The approval is not a blank check to degrade any time — it's bounded to the trigger. If the trigger doesn't fire, the procedure isn't executed. The business owner is approving "in the circumstance where X is the only alternative", not "whenever you feel like it".

Revocation and review

The business context changes over time (new product launches, new revenue contracts, new regulatory obligations) so the pre-approval has to be periodically reconfirmed. Zalando's mechanism is the expiry date on each playbook: once it expires, the team is nudged to re-run the approval with the current business owner. Implicit in this is that approvals don't bind the business indefinitely — the playbook is a renewable authorisation, not a permanent grant.

Scope-matching

The responder's authority to execute a pre-approved degradation is only as wide as the owner's scope. For a system-wide playbook (system-level scope) covering multiple microservices, the approver is typically the senior owner of the user-facing business capability ("head of catalog experience"), not the individual service-team leads. Same altitude-matching as the top-down SLO ownership rule on operation-based SLOs — the authorisation scope has to match the business-impact scope, or the approval doesn't cover what the playbook actually does.

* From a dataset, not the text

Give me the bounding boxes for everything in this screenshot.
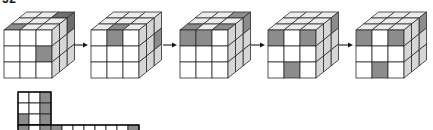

Relationship to operational concepts

  • Graceful degradation (concepts/graceful-degradation) is the architectural property; pre-approval is the operational enabler. Without pre-approval, designed-in degradation hooks sit unused because the responder can't get permission in time.
  • Circuit breakers trip without human approval; pre-approved degradation procedures are the human-authorised layer above that, for the mitigations that a circuit breaker can't cover (feature-flag flips, module disables, capacity shedding).
  • Blast radius (concepts/blast-radius) is bounded by the pre-approval: the approver has consciously said yes to the approved radius, which means the responder can execute a larger-impact playbook (dropping a tier-2 feature fleet-wide) that would otherwise require emergency leadership input.
  • Alert fatigue (concepts/alert-fatigue) reduces because the page arrives with a pre-authorised response, not an open-ended troubleshooting task.

Seen in

  • Zalando incident playbooks (2019-present)sources/2023-01-30-zalando-how-we-manage-our-1200-incident-playbooks — 1,200+ playbooks, each pre-approved by the relevant Business Owner. Canonical wiki instance. Expiry-date-based renewal. Application-review workflow requires playbook presence for applications above a certain criticality tier.